Signs of the Times

[E. L. Allen, M.A., Ph.D.,, in the Christian World Pulpit, London, England]

I want, in all seriousness, to ask each man and woman here to go out into the solitary places and meet with God. Do not think it is just a question of saving your soul. It is not; it is a great work which you can do for the world. . . .

We all of us need to leave a greater measure of privacy in our lives than we allow at present. We tend to become like those streams which are so shallow that any passer-by can see right to the bottom; and what wonder is it that they cannot carry even a rowboat? You are husband and wife; you tell me that your understanding is complete, that you have all things in common. Yes, but does each one of you leave the other some time in the twenty-four hours, just to make his or her own solitary reckoning with God? You are a parent and feel your responsibilities. You are teaching your child to pray. Yes, but how? Do you give him the sense that prayer is something so sacred that even you do not dare to obtrude upon it, that you take off your shoes, because it is holy ground? Is his prayer just a nightly exercise performed for your satisfaction, or do you, from the earliest possible moment, give him the solemn but joyful opportunity of being alone with God? "Religion is what a man does with his own solitude." We are back again at that. The surest test of what a man is like is what he turns out to be when he is left alone. What are you like when you are alone? Do you get nervy and jumpy, looking frantically round for something, however trivial, to stop this awful gap which threatens to become a chasm and swallow you down? Or do you find something in you that cries, "I am alone, yet not alone, for the Father is with me"?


Gather each line in the entries that includes the string "xlabel".

--- START ---

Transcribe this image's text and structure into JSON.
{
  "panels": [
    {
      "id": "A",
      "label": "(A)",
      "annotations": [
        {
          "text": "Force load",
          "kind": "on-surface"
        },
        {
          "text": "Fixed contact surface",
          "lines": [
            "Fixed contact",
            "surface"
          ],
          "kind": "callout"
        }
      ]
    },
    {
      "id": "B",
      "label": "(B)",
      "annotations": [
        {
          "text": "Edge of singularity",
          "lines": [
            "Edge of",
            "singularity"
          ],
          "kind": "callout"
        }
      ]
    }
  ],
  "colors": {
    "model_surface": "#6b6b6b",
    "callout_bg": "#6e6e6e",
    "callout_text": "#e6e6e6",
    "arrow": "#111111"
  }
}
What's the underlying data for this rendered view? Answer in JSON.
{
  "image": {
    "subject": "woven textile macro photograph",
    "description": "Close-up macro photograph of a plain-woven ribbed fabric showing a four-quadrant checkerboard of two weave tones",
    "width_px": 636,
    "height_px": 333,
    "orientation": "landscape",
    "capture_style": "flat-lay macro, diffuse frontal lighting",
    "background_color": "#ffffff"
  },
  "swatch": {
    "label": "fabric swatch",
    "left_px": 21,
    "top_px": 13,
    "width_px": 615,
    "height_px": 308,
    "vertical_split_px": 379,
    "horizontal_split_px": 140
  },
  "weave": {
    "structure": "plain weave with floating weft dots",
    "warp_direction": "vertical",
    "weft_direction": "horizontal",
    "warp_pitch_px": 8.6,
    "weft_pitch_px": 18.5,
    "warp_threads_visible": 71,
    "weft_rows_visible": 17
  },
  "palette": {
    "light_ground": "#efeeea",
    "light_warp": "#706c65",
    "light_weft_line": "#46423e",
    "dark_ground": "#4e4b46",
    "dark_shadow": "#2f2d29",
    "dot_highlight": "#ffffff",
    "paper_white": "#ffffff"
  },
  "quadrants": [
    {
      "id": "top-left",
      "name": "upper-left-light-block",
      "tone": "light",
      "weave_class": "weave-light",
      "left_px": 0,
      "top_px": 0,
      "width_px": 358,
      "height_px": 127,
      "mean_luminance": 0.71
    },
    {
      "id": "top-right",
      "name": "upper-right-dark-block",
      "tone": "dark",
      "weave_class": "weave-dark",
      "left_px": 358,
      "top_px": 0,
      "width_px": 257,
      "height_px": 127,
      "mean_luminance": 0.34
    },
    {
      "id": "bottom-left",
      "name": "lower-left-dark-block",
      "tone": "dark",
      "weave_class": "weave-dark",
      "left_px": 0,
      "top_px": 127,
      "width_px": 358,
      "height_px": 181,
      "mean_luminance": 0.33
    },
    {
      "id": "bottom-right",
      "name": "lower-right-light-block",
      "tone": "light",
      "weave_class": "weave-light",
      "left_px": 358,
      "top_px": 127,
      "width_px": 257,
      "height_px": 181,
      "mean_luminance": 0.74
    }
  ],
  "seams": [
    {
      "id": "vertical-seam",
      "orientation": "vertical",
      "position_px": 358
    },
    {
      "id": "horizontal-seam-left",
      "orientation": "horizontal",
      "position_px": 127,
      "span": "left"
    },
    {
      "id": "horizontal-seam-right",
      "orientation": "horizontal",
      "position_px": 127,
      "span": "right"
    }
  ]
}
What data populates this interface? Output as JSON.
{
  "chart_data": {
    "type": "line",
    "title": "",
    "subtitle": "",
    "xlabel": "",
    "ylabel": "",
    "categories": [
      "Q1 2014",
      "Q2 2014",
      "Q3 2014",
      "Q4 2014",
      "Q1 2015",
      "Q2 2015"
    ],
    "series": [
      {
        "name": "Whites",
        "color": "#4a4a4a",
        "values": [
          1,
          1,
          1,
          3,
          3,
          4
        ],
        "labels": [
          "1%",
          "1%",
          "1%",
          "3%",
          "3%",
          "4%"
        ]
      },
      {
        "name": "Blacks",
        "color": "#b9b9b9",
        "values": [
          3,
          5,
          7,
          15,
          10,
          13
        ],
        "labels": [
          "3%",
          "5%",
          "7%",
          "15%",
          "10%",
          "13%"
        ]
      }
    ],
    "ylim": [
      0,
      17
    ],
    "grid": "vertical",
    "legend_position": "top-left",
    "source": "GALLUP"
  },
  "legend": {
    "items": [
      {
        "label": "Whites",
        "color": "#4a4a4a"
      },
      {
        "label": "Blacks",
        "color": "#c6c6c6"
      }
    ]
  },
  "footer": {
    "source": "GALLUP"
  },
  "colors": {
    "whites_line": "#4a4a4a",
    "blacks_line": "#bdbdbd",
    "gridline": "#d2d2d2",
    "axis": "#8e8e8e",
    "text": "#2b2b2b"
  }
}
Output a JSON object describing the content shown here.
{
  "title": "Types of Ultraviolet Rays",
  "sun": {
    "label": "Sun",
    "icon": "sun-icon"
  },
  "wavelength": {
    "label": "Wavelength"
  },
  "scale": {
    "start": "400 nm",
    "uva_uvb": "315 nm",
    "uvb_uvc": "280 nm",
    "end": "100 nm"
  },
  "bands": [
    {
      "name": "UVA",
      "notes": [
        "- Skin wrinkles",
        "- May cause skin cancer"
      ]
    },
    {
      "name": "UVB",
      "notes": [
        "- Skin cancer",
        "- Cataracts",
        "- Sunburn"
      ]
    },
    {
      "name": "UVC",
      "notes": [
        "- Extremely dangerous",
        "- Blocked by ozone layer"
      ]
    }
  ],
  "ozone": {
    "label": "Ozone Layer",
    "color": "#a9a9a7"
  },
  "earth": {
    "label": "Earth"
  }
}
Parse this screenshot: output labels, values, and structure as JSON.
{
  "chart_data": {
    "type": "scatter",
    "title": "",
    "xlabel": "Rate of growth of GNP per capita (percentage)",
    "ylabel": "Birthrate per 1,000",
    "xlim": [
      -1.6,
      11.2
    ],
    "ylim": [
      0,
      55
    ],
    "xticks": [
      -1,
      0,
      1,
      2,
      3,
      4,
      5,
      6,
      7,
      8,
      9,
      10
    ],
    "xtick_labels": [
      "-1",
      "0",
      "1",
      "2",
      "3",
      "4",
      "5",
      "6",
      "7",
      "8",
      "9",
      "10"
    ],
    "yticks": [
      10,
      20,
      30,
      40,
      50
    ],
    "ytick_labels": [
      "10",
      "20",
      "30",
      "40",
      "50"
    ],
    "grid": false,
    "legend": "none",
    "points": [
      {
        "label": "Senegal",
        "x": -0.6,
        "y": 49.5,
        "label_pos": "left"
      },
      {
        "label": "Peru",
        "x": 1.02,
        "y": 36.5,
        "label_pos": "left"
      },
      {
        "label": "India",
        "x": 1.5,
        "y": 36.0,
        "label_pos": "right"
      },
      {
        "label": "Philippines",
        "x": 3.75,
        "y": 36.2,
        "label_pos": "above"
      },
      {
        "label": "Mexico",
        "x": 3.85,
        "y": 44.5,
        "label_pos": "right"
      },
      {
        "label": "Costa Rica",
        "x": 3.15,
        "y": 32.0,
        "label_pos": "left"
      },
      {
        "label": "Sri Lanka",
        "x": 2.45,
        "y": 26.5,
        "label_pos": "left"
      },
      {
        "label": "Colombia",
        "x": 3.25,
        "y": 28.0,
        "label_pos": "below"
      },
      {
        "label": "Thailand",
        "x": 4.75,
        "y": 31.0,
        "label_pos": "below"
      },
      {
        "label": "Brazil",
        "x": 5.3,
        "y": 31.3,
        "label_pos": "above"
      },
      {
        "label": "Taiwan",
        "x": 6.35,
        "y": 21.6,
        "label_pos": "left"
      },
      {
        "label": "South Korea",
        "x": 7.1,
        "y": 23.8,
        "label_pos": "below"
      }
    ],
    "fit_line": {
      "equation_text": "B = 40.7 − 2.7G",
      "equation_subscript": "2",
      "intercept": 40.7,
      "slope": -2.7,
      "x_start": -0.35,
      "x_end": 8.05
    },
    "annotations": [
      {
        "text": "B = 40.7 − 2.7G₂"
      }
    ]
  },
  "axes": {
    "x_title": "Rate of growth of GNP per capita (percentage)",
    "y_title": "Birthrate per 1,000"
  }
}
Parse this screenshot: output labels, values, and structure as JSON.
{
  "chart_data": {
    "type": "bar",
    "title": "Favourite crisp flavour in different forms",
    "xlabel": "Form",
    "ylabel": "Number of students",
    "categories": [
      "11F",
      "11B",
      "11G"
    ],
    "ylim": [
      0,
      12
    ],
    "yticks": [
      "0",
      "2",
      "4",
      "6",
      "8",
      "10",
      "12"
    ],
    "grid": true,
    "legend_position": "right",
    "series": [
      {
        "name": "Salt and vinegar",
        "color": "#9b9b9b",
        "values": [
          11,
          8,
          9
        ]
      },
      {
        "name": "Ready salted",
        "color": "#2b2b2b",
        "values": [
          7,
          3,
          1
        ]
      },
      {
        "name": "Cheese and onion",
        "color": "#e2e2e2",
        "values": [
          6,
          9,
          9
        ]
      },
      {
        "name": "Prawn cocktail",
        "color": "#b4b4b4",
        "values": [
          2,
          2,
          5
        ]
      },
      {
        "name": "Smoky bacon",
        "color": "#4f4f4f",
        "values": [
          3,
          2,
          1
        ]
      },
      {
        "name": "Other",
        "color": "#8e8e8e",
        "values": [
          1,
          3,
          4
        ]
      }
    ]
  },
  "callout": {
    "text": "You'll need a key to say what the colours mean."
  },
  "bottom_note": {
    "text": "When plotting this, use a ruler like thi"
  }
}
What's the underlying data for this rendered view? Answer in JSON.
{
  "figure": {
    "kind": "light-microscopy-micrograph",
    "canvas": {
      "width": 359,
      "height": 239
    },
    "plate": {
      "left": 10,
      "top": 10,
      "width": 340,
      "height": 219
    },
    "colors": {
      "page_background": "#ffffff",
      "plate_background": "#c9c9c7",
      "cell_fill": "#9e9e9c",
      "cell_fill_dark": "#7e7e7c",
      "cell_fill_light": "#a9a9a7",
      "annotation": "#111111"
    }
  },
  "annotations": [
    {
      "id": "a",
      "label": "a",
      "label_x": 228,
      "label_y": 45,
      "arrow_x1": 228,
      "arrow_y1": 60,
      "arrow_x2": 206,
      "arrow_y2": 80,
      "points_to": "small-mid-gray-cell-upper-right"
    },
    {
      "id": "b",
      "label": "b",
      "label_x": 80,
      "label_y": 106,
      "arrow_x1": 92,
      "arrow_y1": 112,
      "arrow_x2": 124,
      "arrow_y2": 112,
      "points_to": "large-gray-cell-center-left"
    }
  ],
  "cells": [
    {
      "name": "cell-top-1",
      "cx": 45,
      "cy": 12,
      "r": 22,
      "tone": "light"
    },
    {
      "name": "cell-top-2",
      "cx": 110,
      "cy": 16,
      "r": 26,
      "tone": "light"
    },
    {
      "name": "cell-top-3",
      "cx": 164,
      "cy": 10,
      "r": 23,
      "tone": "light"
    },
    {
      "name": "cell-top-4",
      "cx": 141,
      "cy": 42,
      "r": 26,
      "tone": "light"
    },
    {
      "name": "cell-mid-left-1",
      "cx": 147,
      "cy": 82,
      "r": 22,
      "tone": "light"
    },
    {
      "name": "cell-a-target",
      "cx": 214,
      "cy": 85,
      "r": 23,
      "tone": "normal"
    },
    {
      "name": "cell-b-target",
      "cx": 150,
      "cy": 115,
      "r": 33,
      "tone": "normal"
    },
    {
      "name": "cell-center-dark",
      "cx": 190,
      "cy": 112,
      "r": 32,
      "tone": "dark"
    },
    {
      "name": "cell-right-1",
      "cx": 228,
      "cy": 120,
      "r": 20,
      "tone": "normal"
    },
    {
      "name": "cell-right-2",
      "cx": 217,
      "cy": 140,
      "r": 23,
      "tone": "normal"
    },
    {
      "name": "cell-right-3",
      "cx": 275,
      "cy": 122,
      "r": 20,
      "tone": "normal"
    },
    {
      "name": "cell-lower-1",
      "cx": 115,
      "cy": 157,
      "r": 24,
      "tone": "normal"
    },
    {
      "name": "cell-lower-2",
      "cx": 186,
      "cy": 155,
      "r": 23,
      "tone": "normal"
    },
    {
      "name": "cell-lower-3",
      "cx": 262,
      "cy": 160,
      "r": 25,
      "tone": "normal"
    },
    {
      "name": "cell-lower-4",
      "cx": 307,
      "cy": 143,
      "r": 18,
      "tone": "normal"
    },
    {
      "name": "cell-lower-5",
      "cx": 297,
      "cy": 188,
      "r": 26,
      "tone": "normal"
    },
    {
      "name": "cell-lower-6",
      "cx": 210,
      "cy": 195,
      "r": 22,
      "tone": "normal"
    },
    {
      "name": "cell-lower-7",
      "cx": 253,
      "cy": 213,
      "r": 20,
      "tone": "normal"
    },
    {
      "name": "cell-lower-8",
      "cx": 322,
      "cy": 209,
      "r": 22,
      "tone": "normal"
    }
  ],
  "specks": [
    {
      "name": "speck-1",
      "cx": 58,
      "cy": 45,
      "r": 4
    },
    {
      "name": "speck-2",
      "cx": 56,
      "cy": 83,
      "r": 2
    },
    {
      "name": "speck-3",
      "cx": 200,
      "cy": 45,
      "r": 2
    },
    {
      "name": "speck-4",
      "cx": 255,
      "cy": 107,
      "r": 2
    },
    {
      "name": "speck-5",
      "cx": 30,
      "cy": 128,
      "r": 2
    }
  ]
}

--- END ---

Output below ::
    "xlabel": "",
    "xlabel": "Rate of growth of GNP per capita (percentage)",
    "xlabel": "Form",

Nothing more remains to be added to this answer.